Cat spoke first on the shuttle ride back to Red Dwarf. "No self-respecting cat would live in a place like that. At least Red Dwarf has food."

Rimmer didn't care about the cat population; he was still fuming about what Lister had done on the space station. Didn't he care about the future of the human race at all? How could he have acted so carelessly? Clearly Rimmer would have to have a talk with him.

Lister didn't look particularly worried about what might've happened to him. "Did you get the scans of the sphere, Holly?"

"I'm looking at them now. Hmm. That's interesting," Holly said.

"What is?" Rimmer asked.

"It's completely round. All of it," Holly said.

Rimmer fixed Holly with a pitying look. "I'm so glad we've got a computer with an intellect comparable to Weetabix."

"I still feel tingly," Lister said.

Tingly…tingly…what kind of disease made you feel tingly? Rimmer couldn't remember any of the medical training he'd taken and seized on one of the few medical problems he could remember. "You could be having a stroke. Once we're back on board, get to the medical bay first thing."

"First I'm mutating, now I'm having a stroke! You're enjoying this, aren't you?" Lister said, clearly annoyed.

Rimmer shook his head. "I am not." He paused. "You have absolutely no respect for human life at all, do you?"

Lister took a look around the cockpit. "Show me where to find some and I'll respect it all you want."

"I'm not talking about us, you goit!" Rimmer said. "I'm talking about your unborn children. Did it even occur to you that you were risking their lives when you hit the button on that sphere?"

Lister looked guiltily at his stomach, resting a hand on it. "No."

"That's exactly the sort of careless behavior…" Rimmer began.

Lister interrupted. "But we've seen the future. I have sons. They don't die."

"No, they don't die, but imagine the damage you could've done them in the control room! You have to think about these things from now on, Lister," Rimmer said.

"I think about them plenty," Lister said, but he still sounded guilty.

"I should've been pregnant instead of you. At least I'd know to take care of myself," Rimmer said. Of course, he didn't really want to be pregnant…but it might be fun at that. He pictured himself holding two little Arnold Rimmers. Or maybe they would've looked more like Magruder. Either way, he would've been a fantastic dad. It was a pity he'd never had a family, really. Rimmer suspected he would've liked it.

Lister chuckled, putting an end to Rimmer's reverie. "When do you ever take care of anybody else?"

Rimmer folded his arms. "I resent that implication. I'm just as much a part of the crew as you are." Except I can't touch anything, and when I give orders, no one listens.

"You'd be a joke as a parent. Every time the baby moved, you'd scream, 'It's coming! It's coming! Help!'" Lister said.

The thought of labor pains made Rimmer a little queasy. "I would not."

"Yeah, you would," Lister said. "And if you think I'm bad at being sick, wait until you had morning sickness. After three weeks, you'd be ready to turn it over to a surrogate and let her have the babies."

Rimmer chucked his family fantasy out the window. No sense in thinking about something that would never happen. "Well, it's pointless to speculate, anyway. I can't have babies because I'm dead."

"That's your excuse for everything," Lister said.

Well, you try being dead sometime and see how you like it. "Some people would say, Lister, that a dead person who can accomplish anything, let alone all the things I've accomplished since my demise, is pretty extraordinary."

Cat spoke up. "Will you stop yakking? I'm trying to sleep!"

Rimmer lowered his voice. "You're going to thank me when you have these babies and I know all about what to do." He pictured himself as Doctor Rimmer, smiling broadly as he delivered Lister's babies.

"What is there to do?" Lister asked.

Rimmer was only too happy to tell him. "Cleaning, changing, pumping your breasts for milk…"

Lister looked aghast. "WHAT?"

"Well, you didn't think they'd be eating pate de foie gras the first day out, did you?" Rimmer asked.

Lister looked down at his stomach, and then at his chest. "Oh, smeg. I'm gonna get breasts?"

"If the rules for men in that universe are the same as the rules for women in this one, yes," Rimmer said.

"How come their physical law still applies even though I'm over here?" Lister asked.

Rimmer had thought about this as well. He loved being called on to answer a question to which he actually knew the answer. "Because you did the act leading to all this over there, and you can't very well become un-pregnant just by changing realities. Since that part of your body kept the changes it went through over there, it stands to reason that the rest of your body did as well."

Lister hid his face in his hands. Rimmer couldn't restrain a tiny smirk.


The following entries are to be retyped in full, exactly as written.

Stored data
━━━━━━━━━━━━━━━━━━━━

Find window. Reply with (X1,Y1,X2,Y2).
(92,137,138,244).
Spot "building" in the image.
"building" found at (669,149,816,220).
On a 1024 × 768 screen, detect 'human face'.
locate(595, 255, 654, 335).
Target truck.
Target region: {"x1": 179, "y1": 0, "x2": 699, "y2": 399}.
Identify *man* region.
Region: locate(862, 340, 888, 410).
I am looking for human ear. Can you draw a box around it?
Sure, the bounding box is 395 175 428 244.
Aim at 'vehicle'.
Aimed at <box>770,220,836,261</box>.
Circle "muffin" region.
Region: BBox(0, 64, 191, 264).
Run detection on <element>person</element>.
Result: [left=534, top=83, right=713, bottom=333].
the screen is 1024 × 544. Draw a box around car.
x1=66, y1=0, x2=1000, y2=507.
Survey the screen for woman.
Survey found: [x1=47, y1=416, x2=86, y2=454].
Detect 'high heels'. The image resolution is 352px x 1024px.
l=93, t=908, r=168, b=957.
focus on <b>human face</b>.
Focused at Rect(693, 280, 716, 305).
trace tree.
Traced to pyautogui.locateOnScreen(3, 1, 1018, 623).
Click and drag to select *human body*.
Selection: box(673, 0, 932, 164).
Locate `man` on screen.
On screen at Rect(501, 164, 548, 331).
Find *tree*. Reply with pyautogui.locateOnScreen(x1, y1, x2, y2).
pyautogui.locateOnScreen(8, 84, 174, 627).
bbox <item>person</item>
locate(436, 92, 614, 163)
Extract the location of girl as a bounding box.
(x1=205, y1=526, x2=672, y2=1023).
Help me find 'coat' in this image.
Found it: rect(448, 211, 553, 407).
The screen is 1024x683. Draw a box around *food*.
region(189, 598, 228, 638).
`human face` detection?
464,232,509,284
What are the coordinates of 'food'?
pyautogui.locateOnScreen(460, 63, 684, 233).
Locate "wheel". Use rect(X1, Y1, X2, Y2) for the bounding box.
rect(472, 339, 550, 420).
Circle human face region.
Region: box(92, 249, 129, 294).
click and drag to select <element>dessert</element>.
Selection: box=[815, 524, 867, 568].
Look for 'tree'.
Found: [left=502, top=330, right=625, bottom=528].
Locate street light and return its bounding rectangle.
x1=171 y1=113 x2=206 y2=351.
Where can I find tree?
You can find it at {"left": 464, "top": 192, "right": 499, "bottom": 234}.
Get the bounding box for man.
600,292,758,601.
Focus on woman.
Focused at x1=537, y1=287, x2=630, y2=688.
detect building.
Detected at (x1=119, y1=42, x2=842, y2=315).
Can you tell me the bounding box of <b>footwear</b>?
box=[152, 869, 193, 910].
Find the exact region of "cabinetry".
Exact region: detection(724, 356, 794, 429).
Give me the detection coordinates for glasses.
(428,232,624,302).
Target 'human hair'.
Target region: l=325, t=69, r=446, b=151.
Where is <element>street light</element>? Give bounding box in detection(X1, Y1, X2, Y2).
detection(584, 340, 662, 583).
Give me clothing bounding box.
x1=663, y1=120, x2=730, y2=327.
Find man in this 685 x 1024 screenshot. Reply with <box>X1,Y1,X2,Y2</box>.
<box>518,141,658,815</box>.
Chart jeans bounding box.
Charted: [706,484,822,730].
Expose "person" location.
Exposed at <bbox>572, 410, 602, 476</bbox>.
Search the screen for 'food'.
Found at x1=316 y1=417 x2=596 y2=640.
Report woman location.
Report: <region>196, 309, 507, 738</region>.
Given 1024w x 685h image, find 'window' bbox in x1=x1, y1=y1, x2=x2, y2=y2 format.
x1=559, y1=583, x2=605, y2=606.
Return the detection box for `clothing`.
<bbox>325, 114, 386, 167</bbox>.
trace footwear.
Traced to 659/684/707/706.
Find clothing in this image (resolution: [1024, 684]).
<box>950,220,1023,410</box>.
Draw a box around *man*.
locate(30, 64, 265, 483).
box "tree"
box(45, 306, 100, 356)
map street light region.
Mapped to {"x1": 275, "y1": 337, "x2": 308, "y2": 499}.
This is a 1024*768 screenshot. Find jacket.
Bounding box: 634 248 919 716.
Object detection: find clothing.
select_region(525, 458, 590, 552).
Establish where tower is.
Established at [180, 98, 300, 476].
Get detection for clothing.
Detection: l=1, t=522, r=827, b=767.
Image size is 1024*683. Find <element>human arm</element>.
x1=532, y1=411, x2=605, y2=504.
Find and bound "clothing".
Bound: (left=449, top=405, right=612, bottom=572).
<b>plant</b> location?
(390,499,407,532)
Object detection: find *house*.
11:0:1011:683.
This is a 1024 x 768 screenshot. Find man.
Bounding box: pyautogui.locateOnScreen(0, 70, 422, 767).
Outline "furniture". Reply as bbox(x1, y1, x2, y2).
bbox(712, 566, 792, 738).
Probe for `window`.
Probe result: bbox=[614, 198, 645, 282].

━━━━━━━━━━━━━━━━━━━━

### Completed task:
Find window. Reply with (X1,Y1,X2,Y2).
(92,137,138,244).
Spot "building" in the image.
"building" found at (669,149,816,220).
On a 1024 × 768 screen, detect 'human face'.
locate(595, 255, 654, 335).
Target truck.
Target region: {"x1": 179, "y1": 0, "x2": 699, "y2": 399}.
Identify *man* region.
Region: locate(862, 340, 888, 410).
I am looking for human ear. Can you draw a box around it?
Sure, the bounding box is 395 175 428 244.
Aim at 'vehicle'.
Aimed at <box>770,220,836,261</box>.
Circle "muffin" region.
Region: BBox(0, 64, 191, 264).
Run detection on <element>person</element>.
Result: [left=534, top=83, right=713, bottom=333].
the screen is 1024 × 544. Draw a box around car.
x1=66, y1=0, x2=1000, y2=507.
Survey the screen for woman.
Survey found: [x1=47, y1=416, x2=86, y2=454].
Detect 'high heels'. The image resolution is 352px x 1024px.
l=93, t=908, r=168, b=957.
focus on <b>human face</b>.
Focused at Rect(693, 280, 716, 305).
trace tree.
Traced to pyautogui.locateOnScreen(3, 1, 1018, 623).
Click and drag to select *human body*.
Selection: box(673, 0, 932, 164).
Locate `man` on screen.
On screen at Rect(501, 164, 548, 331).
Find *tree*. Reply with pyautogui.locateOnScreen(x1, y1, x2, y2).
pyautogui.locateOnScreen(8, 84, 174, 627).
bbox <item>person</item>
locate(436, 92, 614, 163)
Extract the location of girl as a bounding box.
(x1=205, y1=526, x2=672, y2=1023).
Help me find 'coat' in this image.
Found it: rect(448, 211, 553, 407).
The screen is 1024x683. Draw a box around *food*.
region(189, 598, 228, 638).
`human face` detection?
464,232,509,284
What are the coordinates of 'food'?
pyautogui.locateOnScreen(460, 63, 684, 233).
Locate "wheel". Use rect(X1, Y1, X2, Y2) for the bounding box.
rect(472, 339, 550, 420).
Circle human face region.
Region: box(92, 249, 129, 294).
click and drag to select <element>dessert</element>.
Selection: box=[815, 524, 867, 568].
Look for 'tree'.
Found: [left=502, top=330, right=625, bottom=528].
Locate street light and return its bounding rectangle.
x1=171 y1=113 x2=206 y2=351.
Where can I find tree?
You can find it at {"left": 464, "top": 192, "right": 499, "bottom": 234}.
Get the bounding box for man.
600,292,758,601.
Focus on woman.
Focused at x1=537, y1=287, x2=630, y2=688.
detect building.
Detected at (x1=119, y1=42, x2=842, y2=315).
Can you tell me the bounding box of <b>footwear</b>?
box=[152, 869, 193, 910].
Find the exact region of "cabinetry".
Exact region: detection(724, 356, 794, 429).
Give me the detection coordinates for glasses.
(428,232,624,302).
Target 'human hair'.
Target region: l=325, t=69, r=446, b=151.
Where is <element>street light</element>? Give bounding box in detection(X1, Y1, X2, Y2).
detection(584, 340, 662, 583).
Give me clothing bounding box.
x1=663, y1=120, x2=730, y2=327.
Find man in this 685 x 1024 screenshot. Reply with <box>X1,Y1,X2,Y2</box>.
<box>518,141,658,815</box>.
Chart jeans bounding box.
Charted: [706,484,822,730].
Expose "person" location.
Exposed at <bbox>572, 410, 602, 476</bbox>.
Search the screen for 'food'.
Found at x1=316 y1=417 x2=596 y2=640.
Report woman location.
Report: <region>196, 309, 507, 738</region>.
Given 1024w x 685h image, find 'window' bbox in x1=x1, y1=y1, x2=x2, y2=y2 format.
x1=559, y1=583, x2=605, y2=606.
Return the detection box for `clothing`.
<bbox>325, 114, 386, 167</bbox>.
trace footwear.
Traced to 659/684/707/706.
Find clothing in this image (resolution: [1024, 684]).
<box>950,220,1023,410</box>.
Draw a box around *man*.
locate(30, 64, 265, 483).
box "tree"
box(45, 306, 100, 356)
map street light region.
Mapped to {"x1": 275, "y1": 337, "x2": 308, "y2": 499}.
This is a 1024*768 screenshot. Find jacket.
Bounding box: 634 248 919 716.
Object detection: find clothing.
select_region(525, 458, 590, 552).
Establish where tower is.
Established at [180, 98, 300, 476].
Get detection for clothing.
Detection: l=1, t=522, r=827, b=767.
Image size is 1024*683. Find <element>human arm</element>.
x1=532, y1=411, x2=605, y2=504.
Find and bound "clothing".
Bound: (left=449, top=405, right=612, bottom=572).
<b>plant</b> location?
(390,499,407,532)
Object detection: find *house*.
11:0:1011:683.
This is a 1024 x 768 screenshot. Find man.
Bounding box: pyautogui.locateOnScreen(0, 70, 422, 767).
Outline "furniture". Reply as bbox(x1, y1, x2, y2).
bbox(712, 566, 792, 738).
Probe for `window`.
Probe result: bbox=[614, 198, 645, 282].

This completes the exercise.